• U.S.

National Affairs: Rebuilding the Navy

2 minute read
TIME

The U. S. Navy at present has in commission:

18 battleships 5 second line cruisers 13 light cruisers 3 aircraft carriers 106 destroyers 83 submarines

Last week Secretary of the Navy Wilbur asked Congress to authorize the President to add the following ships to the U. S. Navy:

25 light cruisers 9 destroyer leaders* 32 submarines 5 aircraft carriers

Secretary Wilbur’s list represented the first of four successive programs planned by U. S. Navy men for the next 20 years. Each program is to take five years to complete. The “speculative” cost of the first five-year program, submitted last week, was put at $725,000,000. The U. S. could pay that sum in two years out of its tobacco taxes alone. The cost of the entire 20-year Navy building plan was estimated at $2,900,000,000 or about one-sixth of the present national debt. In advocating the new program, which was transmitted by Secretary Wilbur to Speaker Longworth of the House and thence to the Naval Affairs Committee, President Coolidge assured questioners that it did not conflict with the economy program of his Administration. Four new battleships, costing some $148,000,000, were omitted from the Wilbur list, though building up the U. S. Fleet to a strength permitted under the limitation treaty of 1923 with Britain and Japan was the obvious purpose of the program. The psychology behind the program was apparent. The Geneva conference to discuss further limitation of naval armaments having failed, the Coolidge Administration was determined to build the kind of U. S. Navy which would probably have been built had no Geneva conference ever been held. Few observers credited the understanding of the London Times, which greeted the new U. S. Navy announcement with an editorial to the effect that Britain could not be threatened into another fleet-reducing conference.

* Squadron leaders, of similar design but larger, more heavily armed than line destroyers.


_Your instructions_
Count the lines below that include "Caixa". Only the number should be given.

Start of Material for this exercise

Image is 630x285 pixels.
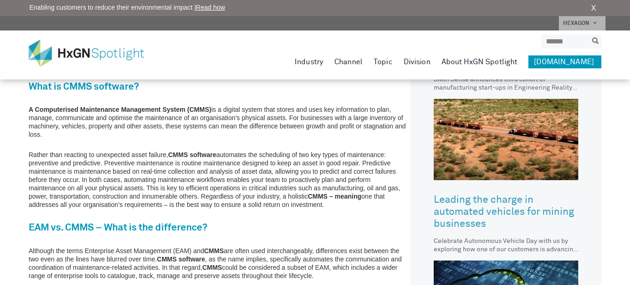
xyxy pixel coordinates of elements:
strong: CMMS [202,264,222,271]
strong: CMMS software [157,256,205,263]
img: HxGN Spotlight [29,40,158,67]
a: Division [404,55,431,68]
a: Leading the charge in automated vehicles for mining businesses [434,187,579,237]
a: About HxGN Spotlight [442,55,518,68]
a: [DOMAIN_NAME] [529,55,602,68]
p: Rather than reacting to unexpected asset failure, automates the scheduling of two key types of ma... [29,151,406,209]
strong: A Computerised Maintenance Management System (CMMS) [29,106,211,113]
a: Topic [374,55,393,68]
p: Although the terms Enterprise Asset Management (EAM) and are often used interchangeably, differen... [29,247,406,280]
h2: What is CMMS software? [29,80,406,95]
span: Enabling customers to reduce their environmental impact | [30,3,226,12]
p: is a digital system that stores and uses key information to plan, manage, communicate and optimis... [29,105,406,139]
a: Industry [295,55,324,68]
div: Celebrate Autonomous Vehicle Day with us by exploring how one of our customers is advancing auton... [434,237,579,254]
h2: EAM vs. CMMS – What is the difference? [29,221,406,236]
img: Leading the charge in automated vehicles for mining businesses [434,99,579,180]
strong: CMMS – meaning [308,193,361,200]
a: X [592,3,597,14]
a: Read how [196,4,225,11]
a: HEXAGON [559,16,606,31]
strong: CMMS [204,247,224,255]
a: Channel [335,55,363,68]
strong: CMMS software [168,151,216,159]
div: Sixth Sense announces third cohort of manufacturing start-ups in Engineering Reality magazine, sh... [434,75,579,92]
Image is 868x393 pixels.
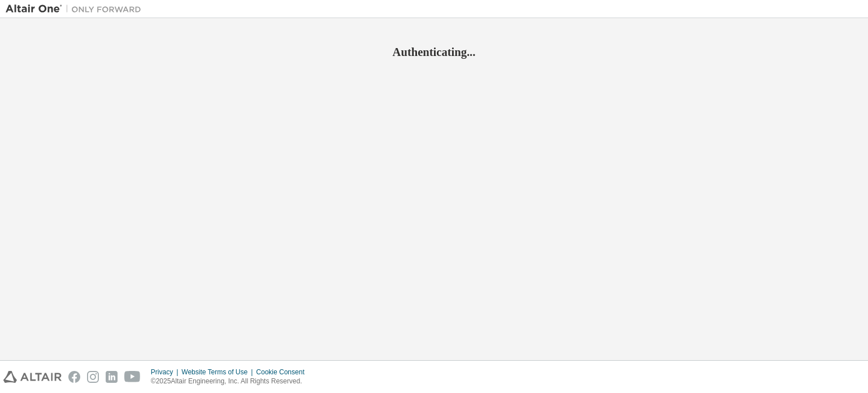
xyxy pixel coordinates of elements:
[151,377,311,387] p: © 2025 Altair Engineering, Inc. All Rights Reserved.
[68,371,80,383] img: facebook.svg
[124,371,141,383] img: youtube.svg
[87,371,99,383] img: instagram.svg
[6,44,862,60] h2: Authenticating...
[106,371,117,383] img: linkedin.svg
[4,371,61,383] img: altair_logo.svg
[6,4,147,15] img: Altair One
[256,368,311,377] div: Cookie Consent
[151,368,182,377] div: Privacy
[182,368,256,377] div: Website Terms of Use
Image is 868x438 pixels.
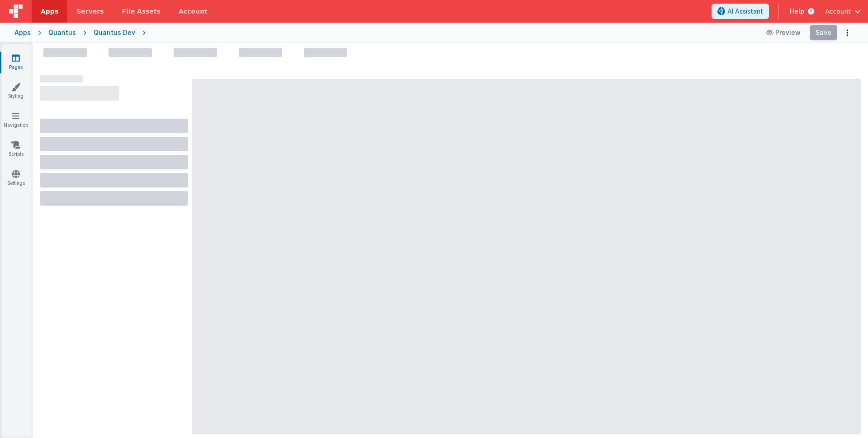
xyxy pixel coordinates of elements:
button: Preview [761,25,806,40]
div: Quantus Dev [94,28,135,37]
div: Apps [15,28,31,37]
span: File Assets [122,6,161,16]
button: Save [810,25,837,40]
span: Apps [41,6,58,16]
div: Quantus [48,28,76,37]
span: Account [825,6,851,16]
span: AI Assistant [728,6,763,16]
button: AI Assistant [712,4,769,19]
button: Account [825,6,861,16]
span: Servers [76,6,104,16]
button: Options [841,26,854,39]
span: Help [790,6,804,16]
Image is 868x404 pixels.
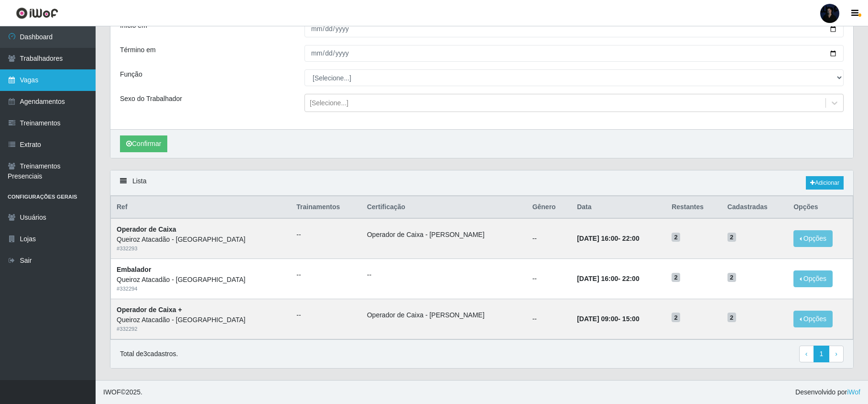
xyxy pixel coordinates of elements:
strong: - [577,315,639,323]
td: -- [527,218,572,258]
span: 2 [727,312,736,322]
span: 2 [727,232,736,242]
div: # 332294 [117,284,285,293]
th: Data [571,196,666,219]
input: 00/00/0000 [305,45,843,62]
span: ‹ [805,350,808,358]
button: Opções [794,270,832,287]
div: # 332292 [117,325,285,333]
div: Queiroz Atacadão - [GEOGRAPHIC_DATA] [117,234,285,245]
time: [DATE] 09:00 [577,315,618,323]
div: Queiroz Atacadão - [GEOGRAPHIC_DATA] [117,275,285,284]
strong: - [577,234,639,242]
label: Término em [120,45,156,55]
span: › [835,350,837,358]
time: [DATE] 16:00 [577,275,618,282]
p: Total de 3 cadastros. [120,349,178,359]
div: Queiroz Atacadão - [GEOGRAPHIC_DATA] [117,315,285,325]
th: Trainamentos [291,196,361,219]
strong: Operador de Caixa [117,226,176,233]
label: Função [120,69,143,79]
img: CoreUI Logo [16,7,58,19]
label: Sexo do Trabalhador [120,94,182,104]
time: 22:00 [622,234,640,242]
th: Cadastradas [722,196,788,219]
span: 2 [671,232,680,242]
a: iWof [847,388,860,396]
span: 2 [727,273,736,282]
strong: Operador de Caixa + [117,306,182,313]
span: 2 [671,273,680,282]
div: Lista [111,170,853,196]
th: Ref [111,196,291,219]
a: Next [829,345,843,363]
li: Operador de Caixa - [PERSON_NAME] [367,310,521,320]
ul: -- [296,270,355,280]
a: 1 [813,345,830,363]
strong: Embalador [117,265,151,273]
th: Gênero [527,196,572,219]
th: Certificação [361,196,527,219]
strong: - [577,275,639,282]
ul: -- [296,310,355,320]
li: Operador de Caixa - [PERSON_NAME] [367,230,521,240]
button: Confirmar [120,135,167,152]
th: Opções [788,196,853,219]
span: 2 [671,312,680,322]
button: Opções [794,230,832,247]
time: 22:00 [622,275,640,282]
time: 15:00 [622,315,640,323]
span: IWOF [103,388,121,396]
div: # 332293 [117,245,285,253]
td: -- [527,259,572,299]
a: Previous [799,345,814,363]
a: Adicionar [806,176,843,189]
nav: pagination [799,345,843,363]
span: Desenvolvido por [796,387,860,397]
div: [Selecione...] [310,98,348,108]
ul: -- [367,270,521,280]
button: Opções [794,310,832,327]
th: Restantes [666,196,722,219]
span: © 2025 . [103,387,143,397]
ul: -- [296,230,355,240]
input: 00/00/0000 [305,21,843,38]
td: -- [527,299,572,339]
time: [DATE] 16:00 [577,234,618,242]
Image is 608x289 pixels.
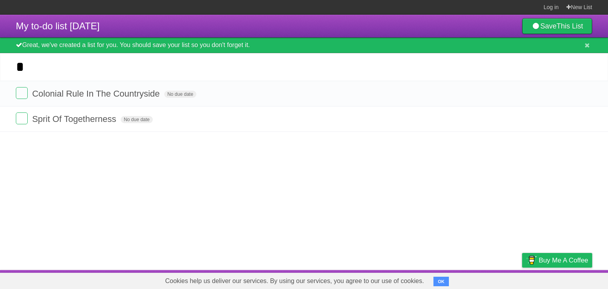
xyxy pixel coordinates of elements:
[16,21,100,31] span: My to-do list [DATE]
[157,273,432,289] span: Cookies help us deliver our services. By using our services, you agree to our use of cookies.
[542,272,592,287] a: Suggest a feature
[32,89,162,99] span: Colonial Rule In The Countryside
[32,114,118,124] span: Sprit Of Togetherness
[443,272,475,287] a: Developers
[557,22,583,30] b: This List
[417,272,433,287] a: About
[164,91,196,98] span: No due date
[121,116,153,123] span: No due date
[526,253,537,267] img: Buy me a coffee
[16,112,28,124] label: Done
[522,18,592,34] a: SaveThis List
[433,277,449,286] button: OK
[16,87,28,99] label: Done
[522,253,592,268] a: Buy me a coffee
[512,272,532,287] a: Privacy
[485,272,502,287] a: Terms
[539,253,588,267] span: Buy me a coffee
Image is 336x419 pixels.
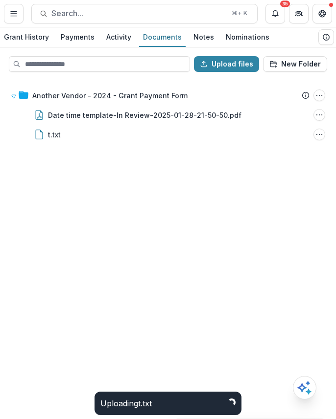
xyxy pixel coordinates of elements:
[102,30,135,44] div: Activity
[51,9,226,18] span: Search...
[7,86,329,144] div: Another Vendor - 2024 - Grant Payment FormAnother Vendor - 2024 - Grant Payment Form OptionsDate ...
[102,28,135,47] a: Activity
[48,110,241,120] div: Date time template-In Review-2025-01-28-21-50-50.pdf
[7,125,329,144] div: t.txtt.txt Options
[31,4,257,23] button: Search...
[189,28,218,47] a: Notes
[313,90,325,101] button: Another Vendor - 2024 - Grant Payment Form Options
[57,30,98,44] div: Payments
[312,4,332,23] button: Get Help
[318,29,334,45] button: View Grantee Details
[100,398,152,410] div: Uploading t.txt
[7,86,329,105] div: Another Vendor - 2024 - Grant Payment FormAnother Vendor - 2024 - Grant Payment Form Options
[4,4,23,23] button: Toggle Menu
[222,28,273,47] a: Nominations
[139,28,185,47] a: Documents
[229,8,249,19] div: ⌘ + K
[194,56,259,72] button: Upload files
[313,109,325,121] button: Date time template-In Review-2025-01-28-21-50-50.pdf Options
[57,28,98,47] a: Payments
[263,56,327,72] button: New Folder
[280,0,290,7] div: 35
[289,4,308,23] button: Partners
[48,130,61,140] div: t.txt
[189,30,218,44] div: Notes
[313,129,325,140] button: t.txt Options
[265,4,285,23] button: Notifications
[222,30,273,44] div: Nominations
[139,30,185,44] div: Documents
[7,105,329,125] div: Date time template-In Review-2025-01-28-21-50-50.pdfDate time template-In Review-2025-01-28-21-50...
[32,91,187,101] div: Another Vendor - 2024 - Grant Payment Form
[293,376,316,400] button: Open AI Assistant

End of Material for this exercise

_Task solution_
4